In 1933, the VFL competition consisted of twelve teams of 18 on-the-field players each, plus one substitute player, known as the 19th man. A player could be substituted for any reason; however, once substituted, a player could not return to the field of play under any circumstances. Teams played each other in a home-and-away season of 18 rounds; matches 12 to 18 were the "home-and-way reverse" of matches 1 to 7. Once the 18 round home-and-away season had finished, the 1933 VFL Premiers were determined by the specific format and conventions of the Page-McIntyre System.
Round 1
Round 2
Round 3
Round 4
Round 5
Round 6
Round 7
Round 8
Round 9
Round 10
Round 11
Round 12
Round 13
Round 14
Round 15
Round 16
Round 17
Round 18
Ladder
Finals
Semi finals
Preliminary Final
Grand final
defeated Richmond 9.17 to 4.5, in front of a crowd of 75,754 people..
The seconds premiership was won by for the third consecutive season. Melbourne 10.15 defeated 10.14 in the Grand Final, played as a stand-alone game on Thursday 28 September at the Melbourne Cricket Ground before a crowd of 9,500.
Notable events
"Checker" Hughes took over as coach of Melbourne. He renamed the team "The Demons" from "The Fuchsias."
In Round 5, St Kilda defeated North Melbourne 13.19 to 11.17, despite having only 15 players left at the end of a brutal match, which was stopped at one stage because a wild brawl, instigated by the North Melbourne players, had erupted in the centre.
*St Kilda captain Clarrie Hindson had a broken ankle, full-forward Bill Mohr had two broken ribs, forward Jack Anderson had been knocked unconscious, centreman W.C. "Billy" Roberts was felled once, recovered, and then was felled a second time, and rover Roy "Tiger" Bence was also knocked out.
*The St Kilda President, Gallipoli veteran and naval war hero Commander Fred Arlington-Burke, described St Kilda's 15-man victory as the greatest moral victory in the club's history, and a "Badge of Courage" was struck by the Football Club and was awarded to each of the players that took part in the match.
*The medallion is silver, coin shaped, with coin-like reeding around its outer perimeter, with a St Kilda Football Club badge affixed to it, and the following inscription: "St KILDA DEFEATED Nth MELBOURNE WITH 15 MEN MAY 27th 1933".
In Round 8, Essendon experimented with a siren, rather than a bell at Windy Hill.
In the 1933 Interstate Carnival, held in Sydney, the Victorian team won all five of its matches.
During the 1933 Carnival, the Australian National Football Council considered a proposal from the New South Wales Rugby Football League that the two codes merge and play a single, Australian "national" game. A secret trial match of this proposed "national" game, conducted during the carnival, was unsuccessful. The ANFC subsequently rejected the proposal.
North Melbourne's win over Collingwood in Round 6 was the first by one of the three 1925 entrants over the Magpies. Prior to that, Collingwood had won the first 37 meetings against the three newest clubs. Footscray's first win over Collingwood came in Round 9 of this year, but Hawthorn would not record its first win over Collingwood until Round 5 of the 1942 VFL season.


### What is being asked
From the first line to the last, restate the data exactly, leaving out the images.

Records from a dataset:
_ _ _

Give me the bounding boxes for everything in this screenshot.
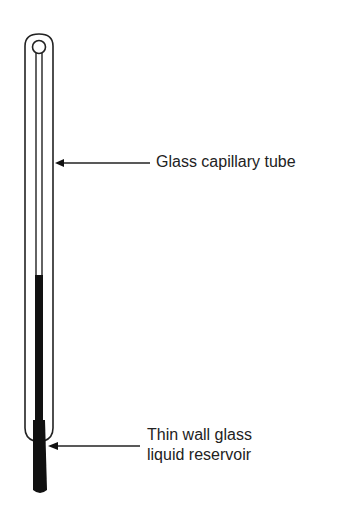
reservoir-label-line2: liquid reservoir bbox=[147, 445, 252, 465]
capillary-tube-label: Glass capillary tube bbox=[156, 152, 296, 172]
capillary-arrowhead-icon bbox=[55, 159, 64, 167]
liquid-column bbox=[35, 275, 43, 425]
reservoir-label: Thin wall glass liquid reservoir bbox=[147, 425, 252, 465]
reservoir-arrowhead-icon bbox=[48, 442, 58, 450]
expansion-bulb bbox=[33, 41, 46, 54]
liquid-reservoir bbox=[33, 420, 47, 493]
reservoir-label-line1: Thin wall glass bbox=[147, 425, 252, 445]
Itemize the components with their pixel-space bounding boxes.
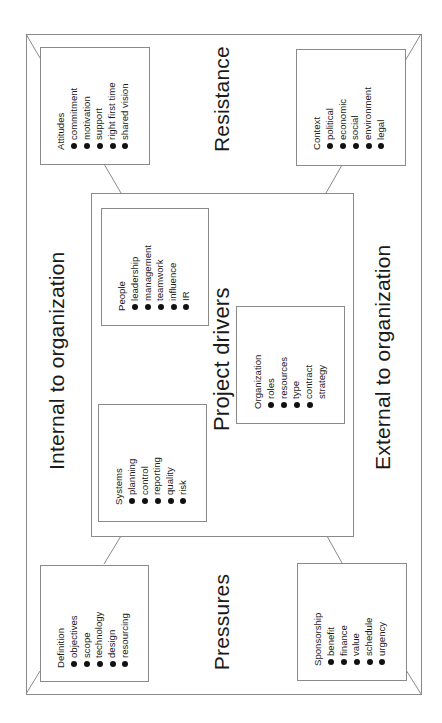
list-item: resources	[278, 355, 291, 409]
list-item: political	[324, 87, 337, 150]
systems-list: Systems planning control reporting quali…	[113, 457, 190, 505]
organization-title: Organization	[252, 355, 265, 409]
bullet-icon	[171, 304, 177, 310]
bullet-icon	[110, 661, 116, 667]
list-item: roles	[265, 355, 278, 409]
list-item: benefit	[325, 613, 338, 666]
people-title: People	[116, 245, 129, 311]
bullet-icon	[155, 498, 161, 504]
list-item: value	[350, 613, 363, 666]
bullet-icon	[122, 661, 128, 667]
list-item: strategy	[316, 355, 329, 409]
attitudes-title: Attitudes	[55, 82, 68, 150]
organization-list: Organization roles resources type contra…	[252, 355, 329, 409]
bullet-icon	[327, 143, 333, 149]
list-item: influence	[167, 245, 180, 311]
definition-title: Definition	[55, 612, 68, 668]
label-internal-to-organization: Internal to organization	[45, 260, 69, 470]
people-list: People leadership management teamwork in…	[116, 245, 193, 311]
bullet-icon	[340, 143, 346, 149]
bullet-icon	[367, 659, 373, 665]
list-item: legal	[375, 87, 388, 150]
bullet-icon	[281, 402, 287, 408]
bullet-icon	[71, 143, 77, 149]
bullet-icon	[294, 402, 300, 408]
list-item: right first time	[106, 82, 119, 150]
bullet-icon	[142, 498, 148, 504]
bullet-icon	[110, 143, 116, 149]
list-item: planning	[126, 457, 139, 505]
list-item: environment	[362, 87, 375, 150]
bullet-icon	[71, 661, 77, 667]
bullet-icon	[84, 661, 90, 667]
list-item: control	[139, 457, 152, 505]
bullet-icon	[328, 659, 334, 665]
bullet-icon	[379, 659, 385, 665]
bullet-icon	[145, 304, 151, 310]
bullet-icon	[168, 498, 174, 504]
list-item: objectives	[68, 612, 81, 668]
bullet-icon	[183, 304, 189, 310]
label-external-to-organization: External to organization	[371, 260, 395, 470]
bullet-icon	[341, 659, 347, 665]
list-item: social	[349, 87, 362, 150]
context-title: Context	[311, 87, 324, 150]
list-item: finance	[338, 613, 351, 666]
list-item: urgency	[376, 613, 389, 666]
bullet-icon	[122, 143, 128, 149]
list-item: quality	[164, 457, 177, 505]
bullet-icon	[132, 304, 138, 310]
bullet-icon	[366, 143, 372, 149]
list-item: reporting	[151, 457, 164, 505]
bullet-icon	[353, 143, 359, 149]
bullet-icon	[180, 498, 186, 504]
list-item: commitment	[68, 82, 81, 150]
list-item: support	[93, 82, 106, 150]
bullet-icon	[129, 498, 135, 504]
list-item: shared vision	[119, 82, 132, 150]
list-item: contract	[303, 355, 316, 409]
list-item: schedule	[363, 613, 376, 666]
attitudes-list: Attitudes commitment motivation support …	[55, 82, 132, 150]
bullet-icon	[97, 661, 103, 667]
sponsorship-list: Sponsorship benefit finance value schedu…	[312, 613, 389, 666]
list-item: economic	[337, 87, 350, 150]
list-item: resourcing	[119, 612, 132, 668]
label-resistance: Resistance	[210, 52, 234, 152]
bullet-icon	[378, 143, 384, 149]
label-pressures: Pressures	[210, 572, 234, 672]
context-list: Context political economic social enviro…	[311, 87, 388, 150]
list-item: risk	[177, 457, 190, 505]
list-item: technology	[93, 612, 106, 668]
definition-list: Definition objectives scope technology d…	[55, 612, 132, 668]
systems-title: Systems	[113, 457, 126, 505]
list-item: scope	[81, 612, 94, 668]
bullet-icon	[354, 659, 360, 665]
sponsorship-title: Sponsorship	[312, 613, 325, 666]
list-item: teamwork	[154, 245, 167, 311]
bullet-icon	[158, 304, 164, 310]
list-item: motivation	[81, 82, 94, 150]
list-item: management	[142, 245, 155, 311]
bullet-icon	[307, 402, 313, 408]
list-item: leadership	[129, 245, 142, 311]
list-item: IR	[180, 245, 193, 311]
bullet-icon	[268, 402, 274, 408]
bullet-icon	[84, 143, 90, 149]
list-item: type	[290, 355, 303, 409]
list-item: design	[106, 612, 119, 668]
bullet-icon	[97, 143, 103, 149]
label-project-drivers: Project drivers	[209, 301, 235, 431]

_ _ _

### Result of the exercise
Give me the bounding boxes for everything in this screenshot.
reservoir-label-line2: liquid reservoir bbox=[147, 445, 252, 465]
capillary-tube-label: Glass capillary tube bbox=[156, 152, 296, 172]
capillary-arrowhead-icon bbox=[55, 159, 64, 167]
liquid-column bbox=[35, 275, 43, 425]
reservoir-label: Thin wall glass liquid reservoir bbox=[147, 425, 252, 465]
reservoir-arrowhead-icon bbox=[48, 442, 58, 450]
expansion-bulb bbox=[33, 41, 46, 54]
liquid-reservoir bbox=[33, 420, 47, 493]
reservoir-label-line1: Thin wall glass bbox=[147, 425, 252, 445]
Itemize the components with their pixel-space bounding boxes.
list-item: resources	[278, 355, 291, 409]
list-item: political	[324, 87, 337, 150]
systems-list: Systems planning control reporting quali…	[113, 457, 190, 505]
organization-title: Organization	[252, 355, 265, 409]
bullet-icon	[171, 304, 177, 310]
bullet-icon	[110, 661, 116, 667]
list-item: roles	[265, 355, 278, 409]
list-item: benefit	[325, 613, 338, 666]
people-title: People	[116, 245, 129, 311]
bullet-icon	[155, 498, 161, 504]
list-item: value	[350, 613, 363, 666]
bullet-icon	[122, 661, 128, 667]
list-item: strategy	[316, 355, 329, 409]
attitudes-title: Attitudes	[55, 82, 68, 150]
organization-list: Organization roles resources type contra…	[252, 355, 329, 409]
bullet-icon	[327, 143, 333, 149]
list-item: influence	[167, 245, 180, 311]
definition-title: Definition	[55, 612, 68, 668]
label-internal-to-organization: Internal to organization	[45, 260, 69, 470]
people-list: People leadership management teamwork in…	[116, 245, 193, 311]
bullet-icon	[340, 143, 346, 149]
bullet-icon	[367, 659, 373, 665]
list-item: legal	[375, 87, 388, 150]
bullet-icon	[281, 402, 287, 408]
bullet-icon	[71, 143, 77, 149]
bullet-icon	[294, 402, 300, 408]
list-item: right first time	[106, 82, 119, 150]
bullet-icon	[142, 498, 148, 504]
bullet-icon	[110, 143, 116, 149]
list-item: planning	[126, 457, 139, 505]
list-item: environment	[362, 87, 375, 150]
bullet-icon	[71, 661, 77, 667]
bullet-icon	[84, 661, 90, 667]
list-item: control	[139, 457, 152, 505]
bullet-icon	[328, 659, 334, 665]
bullet-icon	[379, 659, 385, 665]
bullet-icon	[145, 304, 151, 310]
bullet-icon	[168, 498, 174, 504]
list-item: objectives	[68, 612, 81, 668]
bullet-icon	[183, 304, 189, 310]
label-external-to-organization: External to organization	[371, 260, 395, 470]
bullet-icon	[341, 659, 347, 665]
list-item: social	[349, 87, 362, 150]
context-title: Context	[311, 87, 324, 150]
list-item: finance	[338, 613, 351, 666]
list-item: urgency	[376, 613, 389, 666]
bullet-icon	[122, 143, 128, 149]
list-item: quality	[164, 457, 177, 505]
bullet-icon	[132, 304, 138, 310]
bullet-icon	[366, 143, 372, 149]
list-item: reporting	[151, 457, 164, 505]
bullet-icon	[353, 143, 359, 149]
bullet-icon	[180, 498, 186, 504]
list-item: commitment	[68, 82, 81, 150]
list-item: support	[93, 82, 106, 150]
bullet-icon	[129, 498, 135, 504]
list-item: shared vision	[119, 82, 132, 150]
list-item: contract	[303, 355, 316, 409]
list-item: schedule	[363, 613, 376, 666]
attitudes-list: Attitudes commitment motivation support …	[55, 82, 132, 150]
bullet-icon	[97, 661, 103, 667]
sponsorship-list: Sponsorship benefit finance value schedu…	[312, 613, 389, 666]
list-item: economic	[337, 87, 350, 150]
list-item: resourcing	[119, 612, 132, 668]
label-resistance: Resistance	[210, 52, 234, 152]
bullet-icon	[378, 143, 384, 149]
label-pressures: Pressures	[210, 572, 234, 672]
context-list: Context political economic social enviro…	[311, 87, 388, 150]
list-item: risk	[177, 457, 190, 505]
list-item: technology	[93, 612, 106, 668]
definition-list: Definition objectives scope technology d…	[55, 612, 132, 668]
systems-title: Systems	[113, 457, 126, 505]
list-item: scope	[81, 612, 94, 668]
bullet-icon	[354, 659, 360, 665]
sponsorship-title: Sponsorship	[312, 613, 325, 666]
list-item: teamwork	[154, 245, 167, 311]
bullet-icon	[158, 304, 164, 310]
list-item: motivation	[81, 82, 94, 150]
list-item: management	[142, 245, 155, 311]
bullet-icon	[307, 402, 313, 408]
list-item: leadership	[129, 245, 142, 311]
list-item: IR	[180, 245, 193, 311]
bullet-icon	[268, 402, 274, 408]
bullet-icon	[84, 143, 90, 149]
list-item: type	[290, 355, 303, 409]
list-item: design	[106, 612, 119, 668]
bullet-icon	[97, 143, 103, 149]
label-project-drivers: Project drivers	[209, 301, 235, 431]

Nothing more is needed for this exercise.